Who’s the Healthiest Candidate?
Where does much of our news content come from these days anyway? I’ve seen a dozen op-eds this month reporting authoritatively that Hillary and Barack have nearly identical health reform concepts. Where do these lame analyses come from? The two candidates have very different approaches, with different strengths, weaknesses and implications for medicine.
Hillary proposes that all Americans must have coverage in five years through a pluralistic private sector approach. Her plan involves an individual mandate for uninsured persons, means to strengthen existing employer coverage and a commitment to take on the fight for major insurance reforms. She also supports somewhat unspecified quality of care improvements. While she proposes subsidies for lower income families, she would basically require everybody to pay their fair share of coverage costs, with nobody freeloading anymore.
Obama meanwhile proposes covering only kids 0 – 18 through expanded public coverage and then proposes to get costs down for everybody else by voluntary negotiations with insurers. (Whoever advised him negotiations will produce friendlier, more socially responsible for-profit insurers needs their meds adjusted.) Mr. Obama expects more people to voluntarily buy insurance. If this doesn’t work — and it certainly won’t without insurance reform with teeth — he favors a single payer system in the future, while Ms. Clinton has specified she does not favor that goal.
The only real commonality I see in the two approaches is that both propose to pay for the public costs of their ideas by reducing the Bush tax breaks to wealthy individuals. (Meanwhile, on the R side, Mr. McCain has no major access expansion or reform plan other than his desire to increase tax credits for individual coverage to incentivize greater coverage. He has not yet mentioned insurance reforms.)
Regardless, Mr. Obama is now the likely Democratic nominee, with good old Ted Kennedy advising. One take-home: We’d better focus carefully on what Medicare reform looks like, because it could be a much bigger program in five years. Another take-home: There really is no politically viable plan for reform on the table yet, giving us more time to help suggest one.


## Your assignment
For the word "acts", state the number of lines in the data that contain it, and nothing else.

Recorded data
###

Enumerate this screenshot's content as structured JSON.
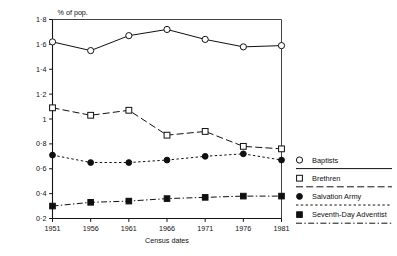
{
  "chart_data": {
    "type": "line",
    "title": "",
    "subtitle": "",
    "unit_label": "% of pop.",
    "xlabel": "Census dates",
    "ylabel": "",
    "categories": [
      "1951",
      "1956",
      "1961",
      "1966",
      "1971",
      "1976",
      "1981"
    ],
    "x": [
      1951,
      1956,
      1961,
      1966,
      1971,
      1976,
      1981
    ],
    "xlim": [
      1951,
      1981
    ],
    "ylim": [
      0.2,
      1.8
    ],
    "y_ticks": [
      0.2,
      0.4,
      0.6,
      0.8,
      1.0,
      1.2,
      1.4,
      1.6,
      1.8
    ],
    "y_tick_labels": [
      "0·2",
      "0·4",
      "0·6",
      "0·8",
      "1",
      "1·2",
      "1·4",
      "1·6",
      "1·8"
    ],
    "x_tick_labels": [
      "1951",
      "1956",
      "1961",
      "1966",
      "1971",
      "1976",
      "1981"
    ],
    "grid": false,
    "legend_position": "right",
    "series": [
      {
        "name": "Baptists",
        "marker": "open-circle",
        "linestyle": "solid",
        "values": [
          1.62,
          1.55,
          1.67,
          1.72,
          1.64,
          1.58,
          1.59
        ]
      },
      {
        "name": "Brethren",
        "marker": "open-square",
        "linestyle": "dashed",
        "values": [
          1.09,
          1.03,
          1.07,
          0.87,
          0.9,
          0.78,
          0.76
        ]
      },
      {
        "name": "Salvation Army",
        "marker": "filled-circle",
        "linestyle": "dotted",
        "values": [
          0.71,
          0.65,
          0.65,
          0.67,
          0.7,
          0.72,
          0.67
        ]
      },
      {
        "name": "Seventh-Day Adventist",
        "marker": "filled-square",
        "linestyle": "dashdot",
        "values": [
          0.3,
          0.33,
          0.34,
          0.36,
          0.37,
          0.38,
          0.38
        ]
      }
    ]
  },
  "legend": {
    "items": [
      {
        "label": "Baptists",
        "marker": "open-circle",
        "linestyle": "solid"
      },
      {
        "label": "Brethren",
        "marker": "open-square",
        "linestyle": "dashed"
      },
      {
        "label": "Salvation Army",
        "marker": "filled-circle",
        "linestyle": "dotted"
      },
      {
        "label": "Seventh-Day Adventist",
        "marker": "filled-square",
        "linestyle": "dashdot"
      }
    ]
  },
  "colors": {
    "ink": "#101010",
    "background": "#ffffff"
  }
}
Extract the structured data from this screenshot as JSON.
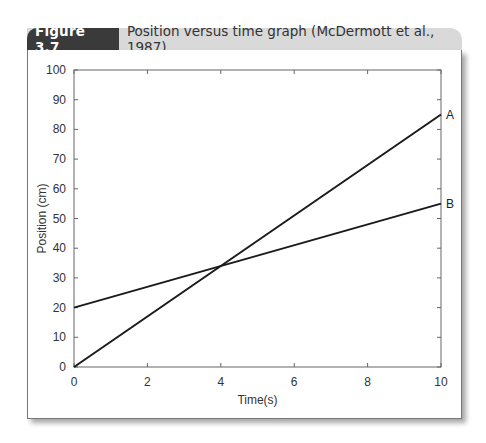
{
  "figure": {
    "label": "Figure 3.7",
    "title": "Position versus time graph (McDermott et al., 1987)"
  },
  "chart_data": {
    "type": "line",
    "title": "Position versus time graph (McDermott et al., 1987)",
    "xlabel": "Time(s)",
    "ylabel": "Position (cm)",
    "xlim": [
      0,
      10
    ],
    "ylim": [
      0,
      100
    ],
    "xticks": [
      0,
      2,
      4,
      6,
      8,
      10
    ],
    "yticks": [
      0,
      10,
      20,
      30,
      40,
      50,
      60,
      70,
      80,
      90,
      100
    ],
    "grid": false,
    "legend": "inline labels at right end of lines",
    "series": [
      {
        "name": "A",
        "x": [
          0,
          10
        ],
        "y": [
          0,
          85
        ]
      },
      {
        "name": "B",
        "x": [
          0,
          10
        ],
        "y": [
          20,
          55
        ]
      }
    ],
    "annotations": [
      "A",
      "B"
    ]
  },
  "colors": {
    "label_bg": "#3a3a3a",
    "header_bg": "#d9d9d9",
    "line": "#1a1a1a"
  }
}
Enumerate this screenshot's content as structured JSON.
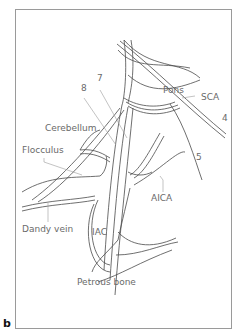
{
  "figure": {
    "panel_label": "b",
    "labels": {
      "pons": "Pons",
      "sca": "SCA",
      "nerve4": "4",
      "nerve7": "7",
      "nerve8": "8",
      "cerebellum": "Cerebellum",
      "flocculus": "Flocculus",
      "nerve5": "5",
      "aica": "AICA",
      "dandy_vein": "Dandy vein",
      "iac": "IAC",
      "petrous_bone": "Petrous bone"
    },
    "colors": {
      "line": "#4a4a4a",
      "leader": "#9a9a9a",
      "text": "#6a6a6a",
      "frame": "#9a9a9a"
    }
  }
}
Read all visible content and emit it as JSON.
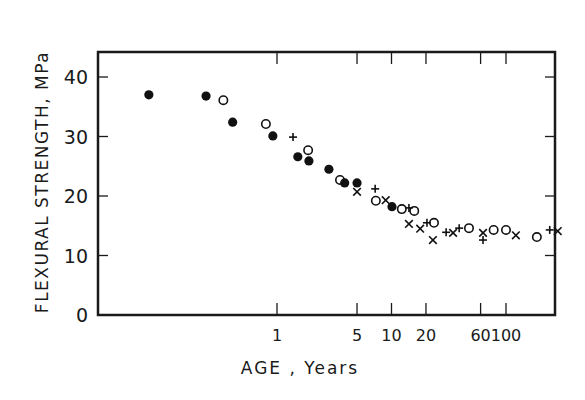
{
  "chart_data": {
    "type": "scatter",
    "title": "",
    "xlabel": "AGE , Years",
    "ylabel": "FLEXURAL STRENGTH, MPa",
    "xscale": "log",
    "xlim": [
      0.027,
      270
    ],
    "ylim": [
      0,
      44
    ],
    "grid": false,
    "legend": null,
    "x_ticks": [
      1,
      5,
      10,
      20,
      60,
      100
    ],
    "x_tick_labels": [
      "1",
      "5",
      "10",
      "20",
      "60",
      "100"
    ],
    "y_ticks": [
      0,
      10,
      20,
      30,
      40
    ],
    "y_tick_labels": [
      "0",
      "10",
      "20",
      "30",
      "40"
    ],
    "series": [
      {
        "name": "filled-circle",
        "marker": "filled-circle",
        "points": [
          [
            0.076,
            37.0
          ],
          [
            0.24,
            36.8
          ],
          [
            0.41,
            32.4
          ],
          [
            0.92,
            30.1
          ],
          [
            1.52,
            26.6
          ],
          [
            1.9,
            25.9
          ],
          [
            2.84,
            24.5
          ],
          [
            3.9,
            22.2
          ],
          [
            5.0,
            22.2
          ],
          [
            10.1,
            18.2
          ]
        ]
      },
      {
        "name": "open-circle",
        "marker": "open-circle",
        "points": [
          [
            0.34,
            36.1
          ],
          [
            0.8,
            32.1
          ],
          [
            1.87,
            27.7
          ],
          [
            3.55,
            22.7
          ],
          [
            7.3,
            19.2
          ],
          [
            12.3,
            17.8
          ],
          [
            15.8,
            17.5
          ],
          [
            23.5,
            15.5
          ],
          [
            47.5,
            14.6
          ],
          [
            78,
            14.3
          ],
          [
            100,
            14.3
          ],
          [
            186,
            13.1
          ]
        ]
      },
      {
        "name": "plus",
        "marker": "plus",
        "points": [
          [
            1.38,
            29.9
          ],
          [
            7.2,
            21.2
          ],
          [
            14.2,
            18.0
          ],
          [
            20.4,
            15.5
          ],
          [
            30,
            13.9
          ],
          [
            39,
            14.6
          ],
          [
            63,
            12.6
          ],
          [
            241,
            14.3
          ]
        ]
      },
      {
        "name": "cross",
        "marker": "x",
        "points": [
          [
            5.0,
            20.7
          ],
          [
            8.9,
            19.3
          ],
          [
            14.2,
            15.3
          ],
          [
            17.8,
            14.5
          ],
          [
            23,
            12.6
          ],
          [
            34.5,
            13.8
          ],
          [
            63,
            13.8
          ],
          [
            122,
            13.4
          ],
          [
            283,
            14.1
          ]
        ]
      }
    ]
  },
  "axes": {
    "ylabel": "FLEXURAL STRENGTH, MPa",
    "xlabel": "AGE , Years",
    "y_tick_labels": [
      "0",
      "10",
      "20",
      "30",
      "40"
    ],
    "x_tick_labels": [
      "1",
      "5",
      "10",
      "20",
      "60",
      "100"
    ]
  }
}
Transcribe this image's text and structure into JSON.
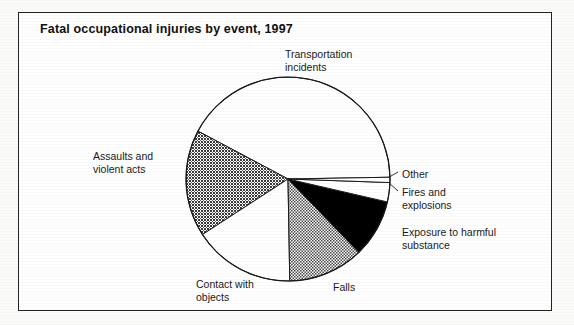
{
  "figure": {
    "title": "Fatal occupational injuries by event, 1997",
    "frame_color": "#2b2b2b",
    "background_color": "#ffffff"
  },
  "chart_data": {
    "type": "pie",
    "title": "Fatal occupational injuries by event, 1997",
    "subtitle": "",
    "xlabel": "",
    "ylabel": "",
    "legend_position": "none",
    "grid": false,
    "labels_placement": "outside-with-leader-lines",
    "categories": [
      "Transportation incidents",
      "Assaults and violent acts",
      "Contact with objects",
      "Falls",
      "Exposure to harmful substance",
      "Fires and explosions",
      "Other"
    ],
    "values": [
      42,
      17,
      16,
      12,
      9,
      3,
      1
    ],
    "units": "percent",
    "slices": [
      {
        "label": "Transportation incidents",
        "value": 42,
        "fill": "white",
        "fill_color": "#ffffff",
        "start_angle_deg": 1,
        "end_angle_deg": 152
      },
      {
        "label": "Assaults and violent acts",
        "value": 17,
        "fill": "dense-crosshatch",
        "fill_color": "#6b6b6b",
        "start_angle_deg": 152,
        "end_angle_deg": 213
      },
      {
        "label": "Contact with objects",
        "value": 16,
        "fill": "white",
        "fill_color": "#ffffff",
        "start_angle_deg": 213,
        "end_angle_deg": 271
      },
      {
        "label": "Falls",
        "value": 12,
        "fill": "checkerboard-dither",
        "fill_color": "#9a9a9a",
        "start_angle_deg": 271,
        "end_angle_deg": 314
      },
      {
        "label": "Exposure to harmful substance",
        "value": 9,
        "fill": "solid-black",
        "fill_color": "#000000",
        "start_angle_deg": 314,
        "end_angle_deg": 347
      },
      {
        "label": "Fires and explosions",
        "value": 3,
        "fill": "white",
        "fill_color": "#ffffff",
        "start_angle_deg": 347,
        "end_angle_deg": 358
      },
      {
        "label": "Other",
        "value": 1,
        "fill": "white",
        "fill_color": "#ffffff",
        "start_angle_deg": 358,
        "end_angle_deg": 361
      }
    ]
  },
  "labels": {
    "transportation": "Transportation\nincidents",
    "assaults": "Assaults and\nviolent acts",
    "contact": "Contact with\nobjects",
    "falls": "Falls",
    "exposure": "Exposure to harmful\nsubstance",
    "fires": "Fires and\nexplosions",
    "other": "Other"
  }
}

###

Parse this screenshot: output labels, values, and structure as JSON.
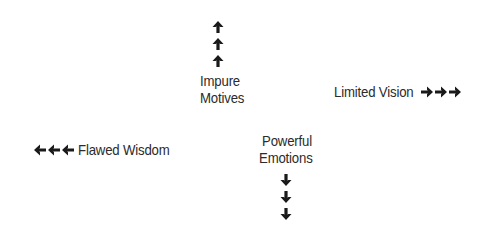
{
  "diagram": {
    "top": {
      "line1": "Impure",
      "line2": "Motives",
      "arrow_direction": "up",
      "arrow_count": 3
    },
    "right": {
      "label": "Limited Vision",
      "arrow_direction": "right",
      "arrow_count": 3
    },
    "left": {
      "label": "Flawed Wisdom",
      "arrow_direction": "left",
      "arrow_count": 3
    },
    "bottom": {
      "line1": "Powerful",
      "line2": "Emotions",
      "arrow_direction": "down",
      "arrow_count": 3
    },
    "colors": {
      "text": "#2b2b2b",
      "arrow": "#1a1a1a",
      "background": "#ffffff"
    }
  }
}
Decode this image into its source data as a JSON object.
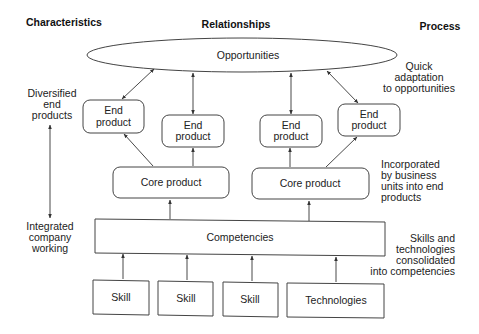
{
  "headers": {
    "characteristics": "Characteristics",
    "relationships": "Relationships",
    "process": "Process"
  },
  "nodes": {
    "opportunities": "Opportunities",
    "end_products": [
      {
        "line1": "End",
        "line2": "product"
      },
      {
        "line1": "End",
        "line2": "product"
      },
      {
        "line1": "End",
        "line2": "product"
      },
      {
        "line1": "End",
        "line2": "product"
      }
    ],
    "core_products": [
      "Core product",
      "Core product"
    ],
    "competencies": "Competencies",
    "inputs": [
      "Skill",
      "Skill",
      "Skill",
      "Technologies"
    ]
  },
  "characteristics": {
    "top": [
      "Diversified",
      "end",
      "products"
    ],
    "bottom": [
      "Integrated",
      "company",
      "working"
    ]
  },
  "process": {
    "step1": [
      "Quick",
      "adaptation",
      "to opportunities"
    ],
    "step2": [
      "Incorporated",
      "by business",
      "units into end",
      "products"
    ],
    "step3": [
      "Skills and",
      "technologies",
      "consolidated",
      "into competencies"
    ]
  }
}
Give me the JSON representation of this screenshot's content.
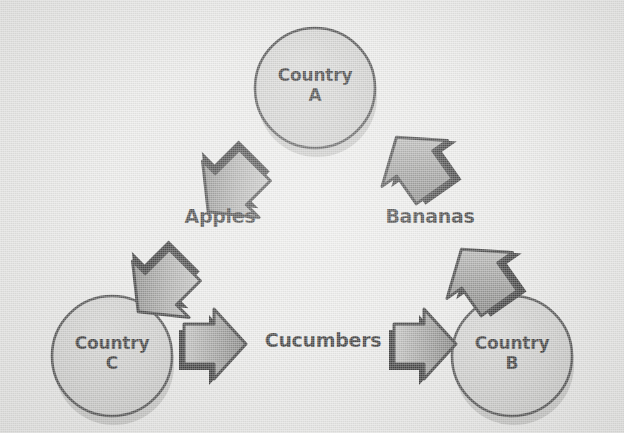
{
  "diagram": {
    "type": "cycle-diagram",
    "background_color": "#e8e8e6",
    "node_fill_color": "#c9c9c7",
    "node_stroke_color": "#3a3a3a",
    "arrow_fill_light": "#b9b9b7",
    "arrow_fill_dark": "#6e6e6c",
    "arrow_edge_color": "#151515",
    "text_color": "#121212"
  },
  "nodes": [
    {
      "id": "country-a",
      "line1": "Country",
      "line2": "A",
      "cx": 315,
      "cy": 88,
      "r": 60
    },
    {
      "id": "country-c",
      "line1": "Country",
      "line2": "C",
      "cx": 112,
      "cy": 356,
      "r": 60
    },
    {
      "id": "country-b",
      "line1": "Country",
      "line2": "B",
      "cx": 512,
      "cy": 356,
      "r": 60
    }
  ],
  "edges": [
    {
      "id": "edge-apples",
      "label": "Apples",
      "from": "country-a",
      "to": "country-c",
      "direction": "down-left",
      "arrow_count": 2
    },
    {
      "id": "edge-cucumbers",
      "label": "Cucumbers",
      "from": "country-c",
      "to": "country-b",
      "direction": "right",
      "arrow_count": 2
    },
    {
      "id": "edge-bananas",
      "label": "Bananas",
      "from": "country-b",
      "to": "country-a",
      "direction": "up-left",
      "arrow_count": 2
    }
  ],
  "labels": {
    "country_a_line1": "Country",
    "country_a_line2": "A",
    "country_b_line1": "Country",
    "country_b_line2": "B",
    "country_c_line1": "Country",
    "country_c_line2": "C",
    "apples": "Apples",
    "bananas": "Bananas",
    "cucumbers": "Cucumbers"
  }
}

###

## Completed exercise
3